122 days at sea: the log book of the ship Mirage

A new addition to our digital collection is the Log book of the ship Mirage : a shipboard diary kept by C.E.D. Goff, 1864.

The Mirage was a 718 tonne "magnificent clipper". The ship's log tells the story of its journey from London that began on 6 May 1864.

By page 43 of the log book (p.26 in the digitised log book) they are crossing the Equator - there are antics involving a red, white, and blue pole, a doctor, a bottle, and throwing water on everyone.

And on Monday 5 September 1864

Here we are thank God safe after being out 122 days from docks - only 1 day short of 4 months -

After this trip, the Mirage went to Japan (according to this advert in The Lyttelton Times, 20 October 1864)

Papers Past can be used to track down more about the Mirage and its passengers. On 1 November 1864, James Davis was charged with desertion from the ship and sentenced to 21 weeks hard labour.

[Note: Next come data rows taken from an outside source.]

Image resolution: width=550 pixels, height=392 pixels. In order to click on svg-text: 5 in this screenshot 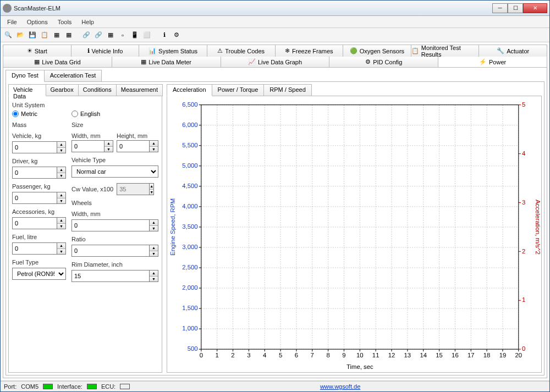, I will do `click(280, 355)`.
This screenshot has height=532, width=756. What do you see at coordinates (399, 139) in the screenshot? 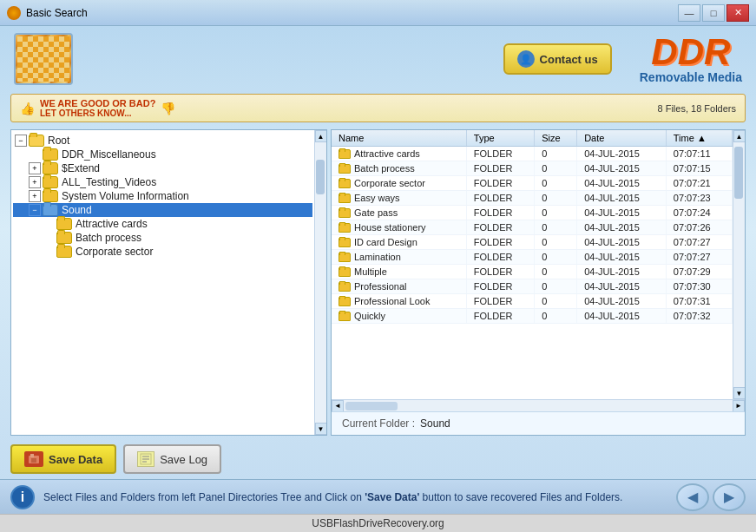
I see `col-name: Name` at bounding box center [399, 139].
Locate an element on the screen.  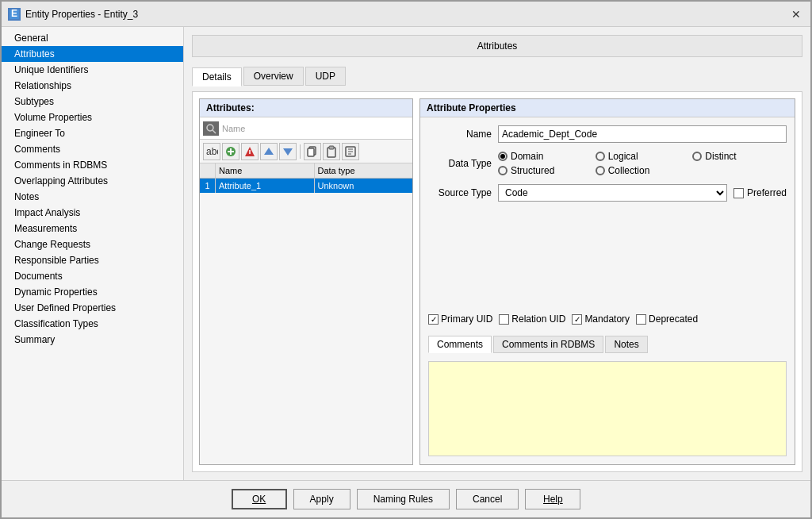
sidebar-item-documents: Documents is located at coordinates (92, 276).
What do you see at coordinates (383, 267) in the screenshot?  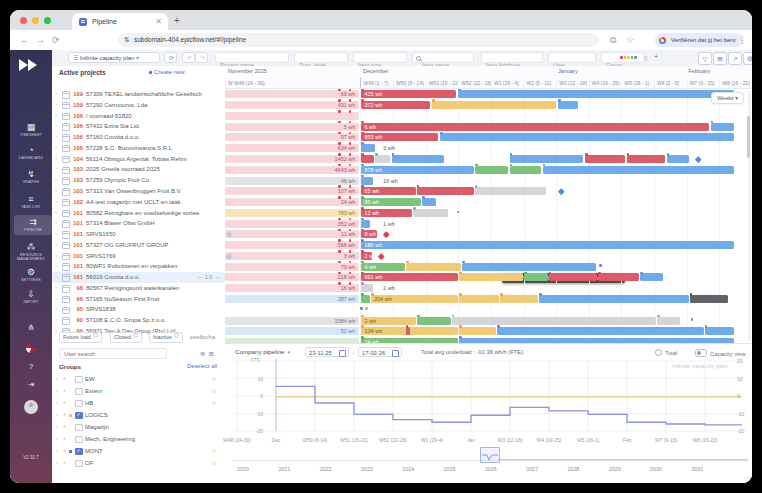 I see `task-bar: 4 wh` at bounding box center [383, 267].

Some people who settled here from the Mirage:

Log book of the ship Mirage : a shipboard diary kept by C.E.D. Goff, 1864.
The diary includes biographical information, a passenger list and information about the crew. Charles Edward Davis Goff (also called Davis-Goff) was born in Ireland in 1844. He came out to Canterbury on the Mirage in 1864 at the age of twenty. In 1868 he married Elizabeth Brydon in Marlborough. They lived first in Renwick, then in Picton, where Charles Goff died in 1879, aged thirty-five.